Artificial intelligence isn't just transforming how we work and communicate anymore—it's fundamentally changing global energy dynamics. What started as a computational challenge has evolved into an infrastructure crisis that rivals the energy needs of entire nations. The numbers coming out of OpenAI's long-term planning documents paint a picture that's hard to wrap your head around, and they're forcing us to reconsider what powering the AI revolution actually means.
The Growth Trajectory Nobody Saw Coming
According to a recent analysis by Lukas Ekwueme, OpenAI is planning something unprecedented: expanding its electricity consumption by 125 times over the next eight years. We're talking about reaching 250 gigawatts of capacity by 2033. That's not just a big number—it's more power than India currently generates, and it leaves countries like Germany and the UK in the dust. This isn't incremental growth. This is a complete reimagining of what a single organization's energy footprint can look like.

Let's break down what OpenAI's expansion actually looks like. At the start of 2023, they were running on about 0.23 gigawatts. By the end of 2025, they're targeting 2 gigawatts—already a nearly tenfold increase. But that's just the warm-up. The real jump happens between now and 2033, when they're projecting they'll need 250 gigawatts to keep their systems running. This kind of exponential growth is basically unheard of in infrastructure development. We're watching one of the fastest buildouts in history unfold in real time.
What 250 Gigawatts Actually Means in the Real World
Numbers that big tend to lose meaning, so here's what it would take to actually generate that much power. You'd need roughly 250 nuclear reactors—basically building a new plant every couple of weeks for eight years straight. Or if you wanted to go the fossil fuel route, you're looking at around 357 massive natural gas facilities. Prefer renewables? Great, but you'd need about 23,000 square kilometers of solar panels, which is roughly the entire land area of New Jersey. Wind power? That'd require around 202,000 square kilometers of turbines—double the size of Nebraska. And remember, this is just for one company. When you factor in Google, Anthropic, Meta, and everyone else racing to build bigger models, the total energy picture gets even more intense.
Why AI Eats Energy for Breakfast
So why does artificial intelligence need so much power in the first place? It all comes down to the models themselves. Modern large language models and AI systems are incredibly complex, with billions or even trillions of parameters that need constant computation. Training these models from scratch requires massive parallel processing across thousands of GPUs running simultaneously for weeks or months. But training is just the beginning—once these models are deployed and handling millions of queries every day, the ongoing operational costs are enormous. Every conversation you have with ChatGPT, every image generated, every piece of code written by an AI assistant requires real computational work happening in data centers somewhere. As companies push toward even more capable systems and inch closer to artificial general intelligence, those computational demands only multiply. What we're seeing isn't just OpenAI's appetite—it's symptomatic of where the entire industry is headed. Google DeepMind, Anthropic, xAI, and others are all scaling up simultaneously, creating what amounts to an energy arms race where access to power becomes just as critical as access to talent or capital.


- Your task -
The records below are to be duplicated exactly as they appear.

[Stored records]
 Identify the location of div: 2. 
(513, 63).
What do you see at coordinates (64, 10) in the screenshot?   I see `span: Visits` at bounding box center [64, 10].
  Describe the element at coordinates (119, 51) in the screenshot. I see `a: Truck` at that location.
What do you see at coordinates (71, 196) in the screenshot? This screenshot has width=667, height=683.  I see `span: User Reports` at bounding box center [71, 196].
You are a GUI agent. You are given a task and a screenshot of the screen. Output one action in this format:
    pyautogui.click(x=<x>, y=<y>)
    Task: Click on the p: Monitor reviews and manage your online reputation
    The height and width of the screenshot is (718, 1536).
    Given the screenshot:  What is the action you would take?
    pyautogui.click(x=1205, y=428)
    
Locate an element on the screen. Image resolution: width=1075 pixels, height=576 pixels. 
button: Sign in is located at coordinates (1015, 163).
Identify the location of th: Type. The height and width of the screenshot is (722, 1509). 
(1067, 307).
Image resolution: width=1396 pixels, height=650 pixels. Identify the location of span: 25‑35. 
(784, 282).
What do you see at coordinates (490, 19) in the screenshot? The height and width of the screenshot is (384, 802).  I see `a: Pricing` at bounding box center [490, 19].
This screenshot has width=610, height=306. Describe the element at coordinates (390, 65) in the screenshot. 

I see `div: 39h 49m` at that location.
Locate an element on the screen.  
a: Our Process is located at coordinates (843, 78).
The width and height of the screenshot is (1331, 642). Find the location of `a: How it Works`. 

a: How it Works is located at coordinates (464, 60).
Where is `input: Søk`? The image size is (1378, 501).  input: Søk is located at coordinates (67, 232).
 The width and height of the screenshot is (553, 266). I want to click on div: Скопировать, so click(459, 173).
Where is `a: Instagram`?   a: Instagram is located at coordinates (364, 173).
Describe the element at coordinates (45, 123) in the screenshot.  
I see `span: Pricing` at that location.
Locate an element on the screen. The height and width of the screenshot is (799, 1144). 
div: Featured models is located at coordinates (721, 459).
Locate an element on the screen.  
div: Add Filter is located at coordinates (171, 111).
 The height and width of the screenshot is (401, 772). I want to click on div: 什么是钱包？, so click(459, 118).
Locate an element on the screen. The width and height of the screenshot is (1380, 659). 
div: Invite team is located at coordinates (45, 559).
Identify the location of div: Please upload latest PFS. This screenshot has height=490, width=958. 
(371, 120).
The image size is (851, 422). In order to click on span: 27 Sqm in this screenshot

- Task response -
 Identify the location of div: 2. 
(513, 63).
What do you see at coordinates (64, 10) in the screenshot?   I see `span: Visits` at bounding box center [64, 10].
  Describe the element at coordinates (119, 51) in the screenshot. I see `a: Truck` at that location.
What do you see at coordinates (71, 196) in the screenshot? This screenshot has width=667, height=683.  I see `span: User Reports` at bounding box center [71, 196].
You are a GUI agent. You are given a task and a screenshot of the screen. Output one action in this format:
    pyautogui.click(x=<x>, y=<y>)
    Task: Click on the p: Monitor reviews and manage your online reputation
    The height and width of the screenshot is (718, 1536).
    Given the screenshot:  What is the action you would take?
    pyautogui.click(x=1205, y=428)
    
Locate an element on the screen. Image resolution: width=1075 pixels, height=576 pixels. 
button: Sign in is located at coordinates (1015, 163).
Identify the location of th: Type. The height and width of the screenshot is (722, 1509). 
(1067, 307).
Image resolution: width=1396 pixels, height=650 pixels. Identify the location of span: 25‑35. 
(784, 282).
What do you see at coordinates (490, 19) in the screenshot? The height and width of the screenshot is (384, 802).  I see `a: Pricing` at bounding box center [490, 19].
This screenshot has width=610, height=306. Describe the element at coordinates (390, 65) in the screenshot. 

I see `div: 39h 49m` at that location.
Locate an element on the screen.  
a: Our Process is located at coordinates (843, 78).
The width and height of the screenshot is (1331, 642). Find the location of `a: How it Works`. 

a: How it Works is located at coordinates (464, 60).
Where is `input: Søk`? The image size is (1378, 501).  input: Søk is located at coordinates (67, 232).
 The width and height of the screenshot is (553, 266). I want to click on div: Скопировать, so click(459, 173).
Where is `a: Instagram`?   a: Instagram is located at coordinates (364, 173).
Describe the element at coordinates (45, 123) in the screenshot.  
I see `span: Pricing` at that location.
Locate an element on the screen. The height and width of the screenshot is (799, 1144). 
div: Featured models is located at coordinates (721, 459).
Locate an element on the screen.  
div: Add Filter is located at coordinates (171, 111).
 The height and width of the screenshot is (401, 772). I want to click on div: 什么是钱包？, so click(459, 118).
Locate an element on the screen. The width and height of the screenshot is (1380, 659). 
div: Invite team is located at coordinates (45, 559).
Identify the location of div: Please upload latest PFS. This screenshot has height=490, width=958. 
(371, 120).
The image size is (851, 422). In order to click on span: 27 Sqm in this screenshot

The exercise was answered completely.